The Book of Dave is as adventurous, inventive and socially-relevant as, say, Great Apes but it just doesn't have the laughs of Will Self's earlier fiction. His sense of the ridiculous that makes his earlier books so funny is present but is drowned by a relentlessly depressing story of cruelty, despair and failure which at times is hard for the reader to bear. Some readers might find the first sight of the dialogue off-putting as the majority of it is written phonetically but it's actually just Eastenders-style Cockney and is much more accessible than the narration in Anthony Burgess' brilliant A Clockwork Orange, for example.
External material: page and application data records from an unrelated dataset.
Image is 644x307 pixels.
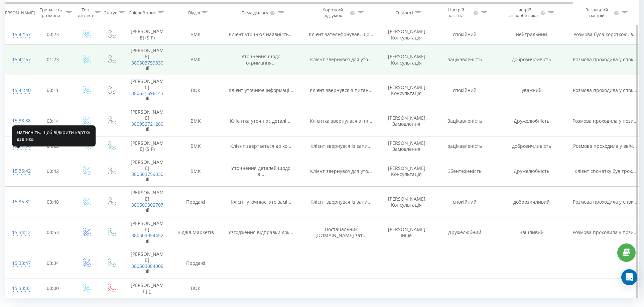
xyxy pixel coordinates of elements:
[12,282,26,295] div: 15:33:33
[441,7,472,19] div: Настрій клієнта
[241,53,280,66] span: Уточнення щодо отримання...
[12,257,26,270] div: 15:33:47
[131,202,163,208] a: 380509302707
[131,90,163,96] a: 380631696143
[432,106,498,136] td: Зацікавленість
[32,217,74,248] td: 00:53
[310,143,371,149] span: Клієнт звернувся із запи...
[32,25,74,44] td: 00:23
[124,279,171,298] td: [PERSON_NAME] ()
[507,7,539,19] div: Настрій співробітника
[573,229,638,236] span: Розмова проходила у пози...
[381,187,432,217] td: [PERSON_NAME]: Консультація
[229,31,293,37] span: Клієнт уточнює наявність...
[395,10,414,15] div: Custom1
[124,156,171,187] td: [PERSON_NAME]
[171,156,221,187] td: ВМК
[12,84,26,97] div: 15:41:40
[573,87,637,93] span: Розмова проходила у спок...
[32,248,74,279] td: 03:34
[573,143,637,149] span: Розмова проходила у ввіч...
[432,217,498,248] td: Дружелюбний
[104,10,117,15] div: Статус
[432,156,498,187] td: Збентеженість
[171,75,221,106] td: ВОК
[381,136,432,156] td: [PERSON_NAME]: Замовлення
[230,199,292,205] span: Клієнт уточнює, хто замі...
[12,53,26,66] div: 15:41:57
[12,125,96,147] div: Натисніть, щоб відкрити картку дзвінка
[432,45,498,75] td: зацікавленість
[581,7,613,19] div: Загальний настрій
[381,217,432,248] td: [PERSON_NAME]: Інше
[12,115,26,127] div: 15:38:38
[78,7,93,19] div: Тип дзвінка
[171,217,221,248] td: Відділ Маркетів
[131,60,163,66] a: 380503759330
[32,156,74,187] td: 00:42
[171,45,221,75] td: ВМК
[32,187,74,217] td: 00:48
[310,168,372,174] span: Клієнт звернувся для уто...
[171,187,221,217] td: Продажі
[309,31,373,37] span: Клієнт зателефонував, що...
[573,56,637,62] span: Розмова проходила у спок...
[316,226,367,239] span: Постачальник [DOMAIN_NAME] зат...
[432,136,498,156] td: зацікавленість
[124,106,171,136] td: [PERSON_NAME]
[124,136,171,156] td: [PERSON_NAME] (SIP)
[124,187,171,217] td: [PERSON_NAME]
[32,106,74,136] td: 03:14
[32,45,74,75] td: 01:23
[230,118,292,124] span: Клієнтка уточнює деталі ...
[498,106,565,136] td: Дружелюбність
[131,263,163,269] a: 380503084006
[573,31,637,37] span: Розмова була короткою, в...
[498,25,565,44] td: нейтральний
[124,25,171,44] td: [PERSON_NAME] (SIP)
[621,269,637,286] div: Open Intercom Messenger
[432,75,498,106] td: спокійний
[171,136,221,156] td: ВМК
[381,25,432,44] td: [PERSON_NAME]: Консультація
[310,118,372,124] span: Клієнтка звернулася з пи...
[498,75,565,106] td: уважний
[12,196,26,208] div: 15:35:32
[12,28,26,41] div: 15:42:57
[129,10,156,15] div: Співробітник
[124,45,171,75] td: [PERSON_NAME]
[498,156,565,187] td: Дружелюбність
[231,165,291,177] span: Уточнення деталей щодо а...
[317,7,349,19] div: Короткий підсумок
[131,171,163,177] a: 380503759330
[12,226,26,239] div: 15:34:12
[1,10,35,15] div: [PERSON_NAME]
[432,187,498,217] td: спокійний
[498,136,565,156] td: доброзичливість
[171,106,221,136] td: ВМК
[131,121,163,127] a: 380952721260
[131,232,163,239] a: 380503354452
[498,217,565,248] td: Ввічливий
[310,87,373,93] span: Клієнт звернувся з питан...
[171,25,221,44] td: ВМК
[32,75,74,106] td: 00:11
[228,87,293,93] span: Клієнт уточнює інформаці...
[171,279,221,298] td: ВОК
[38,7,64,19] div: Тривалість розмови
[573,199,637,205] span: Розмова проходила у спок...
[188,10,200,15] div: Відділ
[498,187,565,217] td: доброзичливий
[124,75,171,106] td: [PERSON_NAME]
[381,75,432,106] td: [PERSON_NAME]: Консультація
[124,217,171,248] td: [PERSON_NAME]
[228,229,293,236] span: Узгодження відправки док...
[498,45,565,75] td: доброзичливість
[310,199,371,205] span: Клієнт звернувся із запи...
[381,156,432,187] td: [PERSON_NAME]: Консультація
[124,248,171,279] td: [PERSON_NAME]
[381,106,432,136] td: [PERSON_NAME]: Замовлення
[12,165,26,177] div: 15:36:42
[310,56,372,62] span: Клієнт звернувся для уто...
[32,279,74,298] td: 00:00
It's been said before that people are either fans of Will Self's journalism or fans of his fiction. Personally, I'm in awe of his fiction. This particular example of it didn't make me laugh but it was as unnerving, intelligent and compelling as the best of his earlier work.

Not for everyone4
I suspect this is not a book for the masses.

As other reviewers have noted, the novel does have two strands narrated across alternating chapters - one set in the very recent past following Dave the Cabbie and one in the far future, where Dave the Cabbie's demented ramblings have sparked off a new world religion.

I suspect that if one had the patience, there is a work of genius bursting to get out. The references from the future turn up later in the text as deriving from the past. Read across is not always obvious, and one comes to accept eccentricities from the future before realising how far out of context they have become from references in the present.

The phonetically rendered vernacular is irritating, although I rather liked cloakyfings. But as with other texts written in vernacular, the use of it becomes both less frequent and less irritating as the novel progresses. And underneath it all is a brilliantly detailed vision of a future dystopian society.

The plots in the two stories are set out in non-linear style and each has a cast of similarly named characters, makign it quite difficult to follow. However, each plot is engaging in its own way. And whislt the Dave the Taximan story is the most gripping, the far future story is more poignant because of its finality. The Dave the Taximan story offers a rationale for the later events, but one knows, ultimately, where the story will end up. The downside of the interleaved narratives, of course, is that the penultimate chapter has to reach a crescendo, and then the last chapter has to work up to a second one when you really feel as though the story's finished.

The characters themselves are less well drawn in the future narrative than the complex characters of the recent past. Dave the Cabbie is not the racist, mysoginist bigot portrayed in the blurb. In fact, he is repelled by his colleagues who are that way inclined. He is caring and sensitive, and that is probably his downfall as he finds his life spinning out of control. This adds to the irony of Dave's book becoming a sacred text. There are wonderful cameos from the Skip Tracer and the Fighting Fathers (or whatever they called themselves).

Overall, this is a wonderful and funny satire on the nature of religion and personal destiny, along with some dazzlingly imaginative speculation of a far future revisitation of mediaeval values. It is heavy going, though, with dense plotting and lengthy detail. Worth it, though, and it deserves to get somewhere in the annual awards round.

Tedious1
I got a third of the way through this book and by then had realised that every other chapter was going to be written in an invented future language. Slow to decipher, tedious and an unrewarding excercise.